Johnny Marr has been a supporting cast member to so many in his near 30-year career that it’s nigh on impossible to count the multifarious acts that will be able to bask in his reflected celestial glory come his beatification as a Godlike Genius at the hands of NME on February 27. Despite the fact he’s contributed to a number of fruitful musical collaborations over the years - be it with Bernard Sumner in Electronic and his contributions to The The in late Eighties/early Nineties, as well as more recent successes with Modest Mouse and The Cribs - there’s really no doubting that it’s his masterful songwriting between 1982 and 1987 for which he is being bestowed the title of Godlike Genius. Either way, the timing is great for the release of what is strictly speaking his solo debut. Despite his collaborators getting their collective name on the cover of Johnny Marr & the Healers’ 2003 album Boomslang, the reason it roused interest wasn’t the enticing proposition of the combined forces of the bassist from Kula Shaker and Zak 'son of Ringo' Starkey on drums.
Although that particular album seems a lifetime ago, it merits comparison with The Messenger. In the Nineties Marr found numerous flagbearers in Britpop, from the singular and inventive flair of Suede’s Bernard Butler to the plodding bloke-rock of Noel Gallagher, for whom Marr appeared as a guest on Oasis’ Heathen Chemistry. On Boomslang Marr bore the influence of the inferior British guitar bands that he’d influenced in the preceding ten years, a record so creatively stifled it sounded like it belonged in an unthinkable dystopia where the only music that existed was made between 1994 and 1998 by men from Manchester with Paul Weller haircuts and Les Paul guitars.
Considering the comparative quality of artists whom Marr has influenced and, also worked with in the last ten years, The Messenger should by default be a much superior album. And it is. However, it still falls some way short of being a good album. On ‘Upstarts’ Marr adopts the sort of catchy taut guitars he utilised in Modest Mouse, but they can’t redeem plodding verses, forced key changes and lyrical clunkers like “ The underground is overground, the overground will pull you down”. ‘Generate! Generate!’ channels The Cribs through staccato rhythms and shouty vocals, but whenever Marr tries to up the ante the results sound forced and fall flat.
There are exceptions. The Right Thing Right’ is an urgent opener, all fierce thumping drums and crunching rhythm guitar and swaggering soaring lead guitar. Vocally Marr barks away, even whooping with the kind of goofy enthusiasm you’d expect from former Electronic bandmate Barney Sumner, to whom Marr doesn’t sound altogether dissimilar. The title track goes for a post-punk style octave-bass pulse, but slows down it down to a pedestrian mid-placed plod, whereas the uptempo album closer ‘Word Starts Attack’ nails this style with one of the best punk-funk guitar riffs Marr never shared with Modest Mouse or The Cribs.
It’s neither the guitar style you would traditionally associate with Marr, nor is it anything particularly new, but then, as backward looking as it may be, The Messenger’s highlights are two tracks which resemble Eighties indie-pop contemporaries of The Smiths; ‘European Me’ is a classic blend of jangly acoustic/nimble lead guitar with a gorgeous chorus, aided by female backing vocals, which recalls Felt’s ‘Penelope Tree’, whilst the sepia-synth backed acoustic balladry of ‘New Town Velocity’ recalls the gentle melancholic guitar-pop of The Go-Betweens. ‘The Crack Up’ is a toe-tapping number, perhaps The Messenger’s one true example of what you would except from Johnny Marr – effortless melodicism.
The one indelible impression that The Messenger leaves you with is an obvious one – that Johnny Marr needs a foil. As a vocalist and lyricist he’s pretty limited, on ‘Sun and Moon’ overextending vowels to make a lazy rhyme out of “ambition” and “television” in lieu of a chorus hook. At its worst, however, The Messenger just lacks any spark of creativity or imagination.
The concept of ‘I Want the Heartbeat’ is intriguing in a sort of ‘In Every Dream Home a Heartache’ way, a man replaces his wife with a heart-rate machine, but any intrigue is lost in the uninspired bar chords chug. If Morrissey suffers from being a caricature these days then Johnny Marr suffers the opposite problem, that he lacks any sense of musical identity and spending so long in the background seems to have left him creatively stifled. The result is a collection of workmanlike indie-rock songs that fall some way short of being a good album and a long, long way from being the work of a Godlike Genius.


What this task involves
What follows is a set of records; give them all back exactly.

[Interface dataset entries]

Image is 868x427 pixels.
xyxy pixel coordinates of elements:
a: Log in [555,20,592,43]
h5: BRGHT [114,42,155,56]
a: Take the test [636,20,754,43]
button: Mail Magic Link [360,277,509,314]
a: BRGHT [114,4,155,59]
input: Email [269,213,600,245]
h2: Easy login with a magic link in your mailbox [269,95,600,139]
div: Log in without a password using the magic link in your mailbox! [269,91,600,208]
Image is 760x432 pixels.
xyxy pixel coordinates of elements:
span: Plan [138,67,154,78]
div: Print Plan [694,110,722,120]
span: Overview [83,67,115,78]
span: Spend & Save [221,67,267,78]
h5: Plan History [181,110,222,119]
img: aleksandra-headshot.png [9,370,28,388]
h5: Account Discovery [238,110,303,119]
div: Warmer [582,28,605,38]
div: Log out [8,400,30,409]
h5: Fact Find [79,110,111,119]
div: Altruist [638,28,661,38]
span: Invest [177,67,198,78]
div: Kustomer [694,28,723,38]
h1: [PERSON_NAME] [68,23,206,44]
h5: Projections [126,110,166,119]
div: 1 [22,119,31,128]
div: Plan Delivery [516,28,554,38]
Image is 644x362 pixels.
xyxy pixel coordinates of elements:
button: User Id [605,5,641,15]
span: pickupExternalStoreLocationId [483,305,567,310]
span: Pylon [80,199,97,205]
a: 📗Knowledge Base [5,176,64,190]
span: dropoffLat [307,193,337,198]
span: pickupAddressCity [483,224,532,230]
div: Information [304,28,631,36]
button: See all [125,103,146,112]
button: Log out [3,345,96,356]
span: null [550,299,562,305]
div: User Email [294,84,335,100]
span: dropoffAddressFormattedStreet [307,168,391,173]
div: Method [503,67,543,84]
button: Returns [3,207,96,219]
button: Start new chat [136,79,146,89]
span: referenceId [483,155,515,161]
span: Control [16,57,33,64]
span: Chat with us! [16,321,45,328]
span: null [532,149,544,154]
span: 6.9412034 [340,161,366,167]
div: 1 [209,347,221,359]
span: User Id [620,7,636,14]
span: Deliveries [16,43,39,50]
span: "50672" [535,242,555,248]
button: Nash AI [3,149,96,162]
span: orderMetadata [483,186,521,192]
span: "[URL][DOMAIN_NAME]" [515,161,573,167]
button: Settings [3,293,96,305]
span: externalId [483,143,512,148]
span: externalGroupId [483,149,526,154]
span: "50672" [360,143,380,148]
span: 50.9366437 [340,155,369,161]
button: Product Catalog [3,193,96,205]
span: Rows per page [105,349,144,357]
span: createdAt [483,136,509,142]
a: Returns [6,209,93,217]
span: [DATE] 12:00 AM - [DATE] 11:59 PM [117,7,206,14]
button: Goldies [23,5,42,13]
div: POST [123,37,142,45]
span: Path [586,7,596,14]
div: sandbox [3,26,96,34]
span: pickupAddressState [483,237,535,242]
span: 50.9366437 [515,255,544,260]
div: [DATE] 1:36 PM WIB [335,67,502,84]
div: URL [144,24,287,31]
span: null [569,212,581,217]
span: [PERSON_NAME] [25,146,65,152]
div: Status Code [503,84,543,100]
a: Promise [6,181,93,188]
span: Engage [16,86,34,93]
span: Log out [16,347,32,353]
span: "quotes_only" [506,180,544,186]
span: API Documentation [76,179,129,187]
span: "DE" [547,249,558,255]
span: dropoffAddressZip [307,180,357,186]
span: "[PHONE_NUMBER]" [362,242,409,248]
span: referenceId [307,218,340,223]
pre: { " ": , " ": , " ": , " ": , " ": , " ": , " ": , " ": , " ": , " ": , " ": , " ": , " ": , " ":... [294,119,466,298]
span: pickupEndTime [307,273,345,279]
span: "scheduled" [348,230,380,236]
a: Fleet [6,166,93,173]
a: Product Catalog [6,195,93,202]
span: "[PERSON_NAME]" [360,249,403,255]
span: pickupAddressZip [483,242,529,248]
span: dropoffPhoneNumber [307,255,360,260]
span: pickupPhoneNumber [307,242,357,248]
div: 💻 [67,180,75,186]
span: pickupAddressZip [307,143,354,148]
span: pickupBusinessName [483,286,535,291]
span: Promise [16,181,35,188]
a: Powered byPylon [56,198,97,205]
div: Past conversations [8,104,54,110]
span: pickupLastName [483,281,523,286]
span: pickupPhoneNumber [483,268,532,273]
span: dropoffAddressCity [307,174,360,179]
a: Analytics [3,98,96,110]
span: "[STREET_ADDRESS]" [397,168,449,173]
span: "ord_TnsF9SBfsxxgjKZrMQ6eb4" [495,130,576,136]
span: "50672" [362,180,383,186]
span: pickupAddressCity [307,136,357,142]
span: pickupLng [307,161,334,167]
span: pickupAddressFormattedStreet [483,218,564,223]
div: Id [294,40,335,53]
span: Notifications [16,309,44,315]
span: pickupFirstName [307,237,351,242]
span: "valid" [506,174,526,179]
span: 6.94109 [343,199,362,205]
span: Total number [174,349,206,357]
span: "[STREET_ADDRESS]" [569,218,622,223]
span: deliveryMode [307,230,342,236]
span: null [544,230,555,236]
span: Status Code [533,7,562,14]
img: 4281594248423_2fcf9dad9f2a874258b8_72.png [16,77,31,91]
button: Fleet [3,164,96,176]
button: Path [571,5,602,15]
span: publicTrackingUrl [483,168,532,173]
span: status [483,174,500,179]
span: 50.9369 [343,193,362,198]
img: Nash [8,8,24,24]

Output
Image is 868x427 pixels.
xyxy pixel coordinates of elements:
a: Log in [555,20,592,43]
h5: BRGHT [114,42,155,56]
a: Take the test [636,20,754,43]
button: Mail Magic Link [360,277,509,314]
a: BRGHT [114,4,155,59]
input: Email [269,213,600,245]
h2: Easy login with a magic link in your mailbox [269,95,600,139]
div: Log in without a password using the magic link in your mailbox! [269,91,600,208]
Image is 760x432 pixels.
xyxy pixel coordinates of elements:
span: Plan [138,67,154,78]
div: Print Plan [694,110,722,120]
span: Overview [83,67,115,78]
span: Spend & Save [221,67,267,78]
h5: Plan History [181,110,222,119]
img: aleksandra-headshot.png [9,370,28,388]
h5: Account Discovery [238,110,303,119]
div: Warmer [582,28,605,38]
div: Log out [8,400,30,409]
h5: Fact Find [79,110,111,119]
div: Altruist [638,28,661,38]
span: Invest [177,67,198,78]
div: Kustomer [694,28,723,38]
h1: [PERSON_NAME] [68,23,206,44]
h5: Projections [126,110,166,119]
div: 1 [22,119,31,128]
div: Plan Delivery [516,28,554,38]
Image is 644x362 pixels.
xyxy pixel coordinates of elements:
button: User Id [605,5,641,15]
span: pickupExternalStoreLocationId [483,305,567,310]
span: Pylon [80,199,97,205]
a: 📗Knowledge Base [5,176,64,190]
span: dropoffLat [307,193,337,198]
span: pickupAddressCity [483,224,532,230]
div: Information [304,28,631,36]
button: See all [125,103,146,112]
button: Log out [3,345,96,356]
span: null [550,299,562,305]
div: User Email [294,84,335,100]
span: dropoffAddressFormattedStreet [307,168,391,173]
div: Method [503,67,543,84]
button: Returns [3,207,96,219]
button: Start new chat [136,79,146,89]
span: referenceId [483,155,515,161]
span: Control [16,57,33,64]
span: Chat with us! [16,321,45,328]
span: null [532,149,544,154]
span: 6.9412034 [340,161,366,167]
div: 1 [209,347,221,359]
span: User Id [620,7,636,14]
span: Deliveries [16,43,39,50]
span: "50672" [535,242,555,248]
button: Nash AI [3,149,96,162]
span: orderMetadata [483,186,521,192]
span: "[URL][DOMAIN_NAME]" [515,161,573,167]
button: Settings [3,293,96,305]
span: externalId [483,143,512,148]
span: externalGroupId [483,149,526,154]
span: "50672" [360,143,380,148]
span: 50.9366437 [340,155,369,161]
button: Product Catalog [3,193,96,205]
span: Rows per page [105,349,144,357]
span: createdAt [483,136,509,142]
a: Returns [6,209,93,217]
span: [DATE] 12:00 AM - [DATE] 11:59 PM [117,7,206,14]
button: Goldies [23,5,42,13]
div: POST [123,37,142,45]
span: Path [586,7,596,14]
div: sandbox [3,26,96,34]
span: pickupAddressState [483,237,535,242]
span: 50.9366437 [515,255,544,260]
div: [DATE] 1:36 PM WIB [335,67,502,84]
div: URL [144,24,287,31]
span: null [569,212,581,217]
span: [PERSON_NAME] [25,146,65,152]
div: Status Code [503,84,543,100]
a: Promise [6,181,93,188]
span: Engage [16,86,34,93]
span: Log out [16,347,32,353]
span: "quotes_only" [506,180,544,186]
span: API Documentation [76,179,129,187]
span: "DE" [547,249,558,255]
span: dropoffAddressZip [307,180,357,186]
span: "[PHONE_NUMBER]" [362,242,409,248]
span: referenceId [307,218,340,223]
pre: { " ": , " ": , " ": , " ": , " ": , " ": , " ": , " ": , " ": , " ": , " ": , " ": , " ": , " ":... [294,119,466,298]
span: pickupEndTime [307,273,345,279]
span: "scheduled" [348,230,380,236]
a: Fleet [6,166,93,173]
a: Product Catalog [6,195,93,202]
span: "[PERSON_NAME]" [360,249,403,255]
span: pickupAddressZip [483,242,529,248]
span: dropoffPhoneNumber [307,255,360,260]
span: pickupPhoneNumber [307,242,357,248]
div: 💻 [67,180,75,186]
span: pickupAddressZip [307,143,354,148]
span: pickupBusinessName [483,286,535,291]
span: Promise [16,181,35,188]
a: Powered byPylon [56,198,97,205]
div: Past conversations [8,104,54,110]
span: pickupLastName [483,281,523,286]
span: pickupPhoneNumber [483,268,532,273]
span: dropoffAddressCity [307,174,360,179]
a: Analytics [3,98,96,110]
span: "[STREET_ADDRESS]" [397,168,449,173]
span: "ord_TnsF9SBfsxxgjKZrMQ6eb4" [495,130,576,136]
span: "50672" [362,180,383,186]
span: pickupAddressCity [307,136,357,142]
span: pickupLng [307,161,334,167]
span: pickupAddressFormattedStreet [483,218,564,223]
div: Id [294,40,335,53]
span: Notifications [16,309,44,315]
span: pickupFirstName [307,237,351,242]
span: "valid" [506,174,526,179]
span: 6.94109 [343,199,362,205]
span: Total number [174,349,206,357]
span: "[STREET_ADDRESS]" [569,218,622,223]
span: deliveryMode [307,230,342,236]
span: null [544,230,555,236]
span: Status Code [533,7,562,14]
img: 4281594248423_2fcf9dad9f2a874258b8_72.png [16,77,31,91]
button: Fleet [3,164,96,176]
button: Path [571,5,602,15]
span: publicTrackingUrl [483,168,532,173]
span: status [483,174,500,179]
span: 50.9369 [343,193,362,198]
img: Nash [8,8,24,24]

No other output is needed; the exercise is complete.